Scripps Teaches Heart Patients to Monitor Their Heart Health

Nurses at heart clinic teach patients to improve quality of life

The first two months after the December holidays are when nurse Nancy Brass-Mynderse knows she’s going to start seeing all her heart patients.


“They’ve spent December eating everything they’re not supposed to including candy, pies and salty snacks,” said the nurse practitioner at Scripps Clinic in La Jolla." Then in January and February, they all call in complaining of shortness of breath, swelling in their legs, and overall fatigue."


But thanks to the Scripps Clinic Congestive Heart Failure Clinic, patients can get an appointment, medication or other help they need immediately, without having to wait to see their internist or a cardiologist. The clinic even takes walk-in patients who need urgent attention. Nancy and her nursing partner see about 100 patients a week in their office at Scripps Clinic’s La Jolla site, and care is covered by various insurance plans.


Scripps Clinic opened the Congestive Heart Failure Clinic in 1996, when physicians found that many patients with heart problems were not getting healthy after being discharged from the hospital. The readmissions were costly, and often patients did not improve. Then the doctors hit on the idea of having nurse practitioners run a clinic so patients could be monitored on a regular basis and learn about the things that would really improve their health.


“We teach them how they can use diet, exercise, blood pressure checks and their medications to control their condition,” the nurse said. “If they are educated as to what heart failure is and how to control it, they can be the best managers of their own condition.”


Encinitas resident Jack Broward is one Scripps heart patient who credits his health to the CHF Clinic. At 77, Broward still works as a part-time newspaper columnist after three heartaches. “I’ve been able to continue my work as a journalist thanks to care and monitoring from the clinic,” said Broward, who visits for monthly check ups.


The idea has been so successful that Scripps Clinic now has Congestive Heart Failure Clinics at three sites: La Jolla, Encinitas, and Rancho Bernardo. According to the American Heart Association, the national readmission rate in a 30-day period for CHF patients is about 25 percent. But Scripps Clinic’s readmission rate is only 2 percent.


“Our efforts have resulted in a dramatic decrease in the need for hospitalizations among the elderly with weaker hearts,” said David Rubenson, MD, chief of staff at Scripps Green Hospital, who works with nurses at the heart clinic.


Problem description
For this exercise, output the line holding "Survey the screen for 'human face'." and all subsequent lines of the entries below, unchanged, up to and including the last.

━━━

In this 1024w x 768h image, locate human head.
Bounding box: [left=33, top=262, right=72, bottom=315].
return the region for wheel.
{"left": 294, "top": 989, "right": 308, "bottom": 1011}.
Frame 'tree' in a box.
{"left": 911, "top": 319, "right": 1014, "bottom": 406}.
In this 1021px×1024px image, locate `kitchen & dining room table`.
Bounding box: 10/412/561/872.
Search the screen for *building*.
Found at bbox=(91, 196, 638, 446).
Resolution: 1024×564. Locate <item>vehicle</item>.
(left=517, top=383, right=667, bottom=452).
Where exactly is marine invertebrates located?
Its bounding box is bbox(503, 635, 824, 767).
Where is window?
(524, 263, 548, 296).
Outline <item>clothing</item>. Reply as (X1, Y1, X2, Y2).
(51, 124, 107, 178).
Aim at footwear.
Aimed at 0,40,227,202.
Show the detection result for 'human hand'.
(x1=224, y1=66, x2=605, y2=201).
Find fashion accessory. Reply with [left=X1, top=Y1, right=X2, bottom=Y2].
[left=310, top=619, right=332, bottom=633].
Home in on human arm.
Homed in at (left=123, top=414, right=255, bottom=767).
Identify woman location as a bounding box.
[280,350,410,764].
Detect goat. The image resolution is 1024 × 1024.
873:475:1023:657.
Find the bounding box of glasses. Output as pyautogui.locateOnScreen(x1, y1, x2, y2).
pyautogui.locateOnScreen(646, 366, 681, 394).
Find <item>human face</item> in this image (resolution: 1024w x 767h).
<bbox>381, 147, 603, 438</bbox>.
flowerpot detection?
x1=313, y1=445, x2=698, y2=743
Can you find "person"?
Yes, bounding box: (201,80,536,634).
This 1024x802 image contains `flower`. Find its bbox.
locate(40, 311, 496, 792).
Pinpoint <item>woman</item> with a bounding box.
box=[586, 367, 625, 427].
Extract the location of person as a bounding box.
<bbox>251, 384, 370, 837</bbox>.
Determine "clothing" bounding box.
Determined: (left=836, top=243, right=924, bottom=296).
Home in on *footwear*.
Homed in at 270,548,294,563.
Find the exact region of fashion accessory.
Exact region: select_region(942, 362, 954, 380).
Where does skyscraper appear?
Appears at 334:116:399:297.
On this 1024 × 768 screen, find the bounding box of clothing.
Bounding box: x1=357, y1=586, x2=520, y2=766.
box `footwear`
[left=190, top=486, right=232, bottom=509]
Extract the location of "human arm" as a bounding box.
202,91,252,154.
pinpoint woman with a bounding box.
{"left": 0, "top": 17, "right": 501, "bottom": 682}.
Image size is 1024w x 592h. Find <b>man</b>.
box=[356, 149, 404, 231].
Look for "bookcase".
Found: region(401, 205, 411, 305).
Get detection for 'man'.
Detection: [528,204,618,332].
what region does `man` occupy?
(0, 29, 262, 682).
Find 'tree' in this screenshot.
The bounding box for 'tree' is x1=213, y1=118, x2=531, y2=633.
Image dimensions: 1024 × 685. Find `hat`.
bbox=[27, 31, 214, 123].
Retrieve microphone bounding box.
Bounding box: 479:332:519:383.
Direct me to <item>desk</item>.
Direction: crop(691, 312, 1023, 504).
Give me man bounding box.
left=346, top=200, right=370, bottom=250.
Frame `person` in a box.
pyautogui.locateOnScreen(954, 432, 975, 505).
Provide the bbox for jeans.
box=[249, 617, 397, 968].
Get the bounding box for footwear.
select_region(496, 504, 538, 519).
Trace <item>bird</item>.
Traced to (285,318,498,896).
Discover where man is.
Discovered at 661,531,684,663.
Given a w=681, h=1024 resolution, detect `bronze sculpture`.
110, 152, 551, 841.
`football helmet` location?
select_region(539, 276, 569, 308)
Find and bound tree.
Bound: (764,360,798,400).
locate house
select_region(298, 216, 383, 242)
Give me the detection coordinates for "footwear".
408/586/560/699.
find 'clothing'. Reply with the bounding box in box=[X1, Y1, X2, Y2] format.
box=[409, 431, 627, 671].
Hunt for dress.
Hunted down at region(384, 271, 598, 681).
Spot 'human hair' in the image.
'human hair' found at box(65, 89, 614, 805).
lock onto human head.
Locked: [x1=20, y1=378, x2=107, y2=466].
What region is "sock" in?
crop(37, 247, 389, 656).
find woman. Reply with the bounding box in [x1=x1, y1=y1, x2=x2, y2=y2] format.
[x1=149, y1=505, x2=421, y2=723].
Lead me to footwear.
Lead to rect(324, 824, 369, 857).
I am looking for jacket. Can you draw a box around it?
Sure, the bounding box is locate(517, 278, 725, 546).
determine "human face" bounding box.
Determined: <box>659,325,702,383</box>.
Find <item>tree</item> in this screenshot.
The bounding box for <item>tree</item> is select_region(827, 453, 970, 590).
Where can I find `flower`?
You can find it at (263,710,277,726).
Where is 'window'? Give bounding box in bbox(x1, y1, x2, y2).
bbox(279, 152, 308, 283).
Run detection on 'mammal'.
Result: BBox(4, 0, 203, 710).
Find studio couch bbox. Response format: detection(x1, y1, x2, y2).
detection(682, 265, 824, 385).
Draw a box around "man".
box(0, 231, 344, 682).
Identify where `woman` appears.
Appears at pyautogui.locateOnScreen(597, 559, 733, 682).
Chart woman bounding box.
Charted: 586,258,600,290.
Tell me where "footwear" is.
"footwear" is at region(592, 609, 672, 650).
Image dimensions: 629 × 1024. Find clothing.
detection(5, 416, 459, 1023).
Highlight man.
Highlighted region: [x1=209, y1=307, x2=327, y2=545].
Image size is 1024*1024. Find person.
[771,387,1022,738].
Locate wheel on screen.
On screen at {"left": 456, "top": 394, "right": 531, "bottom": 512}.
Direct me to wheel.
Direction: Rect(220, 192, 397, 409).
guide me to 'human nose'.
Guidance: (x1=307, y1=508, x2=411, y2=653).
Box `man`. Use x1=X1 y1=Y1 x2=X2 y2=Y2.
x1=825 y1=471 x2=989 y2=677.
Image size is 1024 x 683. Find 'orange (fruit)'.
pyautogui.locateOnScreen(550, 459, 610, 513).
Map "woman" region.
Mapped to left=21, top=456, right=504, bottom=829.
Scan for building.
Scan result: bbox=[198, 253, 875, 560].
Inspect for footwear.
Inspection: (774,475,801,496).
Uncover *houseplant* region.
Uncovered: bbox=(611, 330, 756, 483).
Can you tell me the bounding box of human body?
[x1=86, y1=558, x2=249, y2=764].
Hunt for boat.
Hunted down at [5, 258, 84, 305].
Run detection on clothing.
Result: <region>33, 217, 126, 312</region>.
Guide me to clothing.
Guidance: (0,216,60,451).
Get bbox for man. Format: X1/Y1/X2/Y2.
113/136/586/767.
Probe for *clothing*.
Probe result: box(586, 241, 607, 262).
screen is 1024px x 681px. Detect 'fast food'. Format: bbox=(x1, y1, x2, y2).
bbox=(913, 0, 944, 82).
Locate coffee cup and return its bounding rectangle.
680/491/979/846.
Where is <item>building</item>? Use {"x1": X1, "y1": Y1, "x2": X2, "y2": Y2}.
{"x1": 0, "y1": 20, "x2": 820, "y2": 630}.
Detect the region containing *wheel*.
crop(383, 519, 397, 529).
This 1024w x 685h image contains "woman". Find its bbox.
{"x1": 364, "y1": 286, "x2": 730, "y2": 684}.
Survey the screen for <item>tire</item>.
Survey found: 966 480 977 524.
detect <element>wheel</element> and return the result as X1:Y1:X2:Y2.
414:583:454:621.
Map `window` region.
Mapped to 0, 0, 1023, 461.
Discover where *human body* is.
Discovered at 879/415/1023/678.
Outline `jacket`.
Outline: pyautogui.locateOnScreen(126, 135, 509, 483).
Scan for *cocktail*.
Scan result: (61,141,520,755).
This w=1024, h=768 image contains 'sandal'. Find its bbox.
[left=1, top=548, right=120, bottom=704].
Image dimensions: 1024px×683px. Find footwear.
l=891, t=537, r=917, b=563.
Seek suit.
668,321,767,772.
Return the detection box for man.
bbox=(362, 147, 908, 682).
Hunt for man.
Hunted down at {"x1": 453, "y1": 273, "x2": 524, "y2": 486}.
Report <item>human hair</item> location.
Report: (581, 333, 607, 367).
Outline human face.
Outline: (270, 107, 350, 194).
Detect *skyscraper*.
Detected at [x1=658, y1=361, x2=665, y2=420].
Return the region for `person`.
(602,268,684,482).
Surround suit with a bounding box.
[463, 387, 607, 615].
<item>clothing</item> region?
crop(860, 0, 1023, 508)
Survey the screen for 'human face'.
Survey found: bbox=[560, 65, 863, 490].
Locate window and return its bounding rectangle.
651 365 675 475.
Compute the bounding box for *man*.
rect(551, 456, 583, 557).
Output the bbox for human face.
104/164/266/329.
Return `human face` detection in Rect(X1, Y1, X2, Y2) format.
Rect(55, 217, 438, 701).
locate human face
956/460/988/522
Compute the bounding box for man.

━━━

Result
Survey the screen for 'human face'.
Survey found: bbox=[560, 65, 863, 490].
Locate window and return its bounding rectangle.
651 365 675 475.
Compute the bounding box for *man*.
rect(551, 456, 583, 557).
Output the bbox for human face.
104/164/266/329.
Return `human face` detection in Rect(X1, Y1, X2, Y2) format.
Rect(55, 217, 438, 701).
locate human face
956/460/988/522
Compute the bounding box for man.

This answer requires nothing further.